Well, I said, “Fine, we need the dime.” So he placed it in my hand. Well, I talked to him, I continued visiting with him. And I talked to him about the work of the Lord. I had no––I wasn’t thinking about his pledge card at all. I’d put it in my pocket, put it in my pocket, just like my giving. I put it in my pocket and I’d even forgotten about it. And I began talking to the man about the work of the Lord, and about our church, and about all we were trying to do for Jesus and how vital it was.
I was just talking to him, just out of my heart. You know what he did? He put his hand on my arm, he said, “Pastor, give me back that envelope. Give me back that envelope.” So I, I gave it back to him. He said, “Pastor, I’m ashamed of myself. I’m ashamed of myself.” He said, “I haven’t done anything worthy for the Lord. Give me back that envelope.” He said, “I’m going to fill out another card, and this one will be worthy of the Lord.” That’s the spirit of which I speak. Just to be a piece, a part, that’s not what God asks. It’s the whole of us.
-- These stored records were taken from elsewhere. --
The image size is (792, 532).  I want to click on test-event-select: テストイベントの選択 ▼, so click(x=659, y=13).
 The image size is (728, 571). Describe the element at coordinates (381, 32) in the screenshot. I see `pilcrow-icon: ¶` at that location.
My job ought to be serving Jesus. I may be, and then whatever I am at, I do that to pay expenses. I’m a CPA, or I’m a doctor, or I’m a lawyer, or I’m an accountant, or I am a clerk, or I’m a ditch digger, or I work in a store, or whatever it is, I do that to pay expenses, pay the mortgage on my home, feed my children. I do that to pay expenses. But my job is serving Jesus; all out for God. And my sweet people, when the Lord finds us like that, you’ll find that power in our midst of which He spake; God’s presence, and God’s healing, and God’s goodness, and God’s benedictory and heavenly remembrance with us every moment of the day, every step of the way. It’s a holiness. It’s a heavenliness. This is not philosophical or speculative. The realest thing in this world is the presence of God in a heart that is fully committed to Him [Matthew 28:20].
Our time is much spent. But it has blessed my soul today to try to deliver this sermon. We’re going to stand and sing our hymn in just a moment, and while we sing it, in this balcony all the way round, a family, a couple, or just you, giving your heart to the Lord, or putting your life with us in the church, or answering a call from heaven, come down that stairway, walk down that aisle, “Here I am, pastor, I am coming today.” Or in the press of people on this lower floor, into that aisle and down to the front, make the decision in your heart and come now. May the angels we preached about last Sunday night attend you in the way while you come, as we stand and as we sing.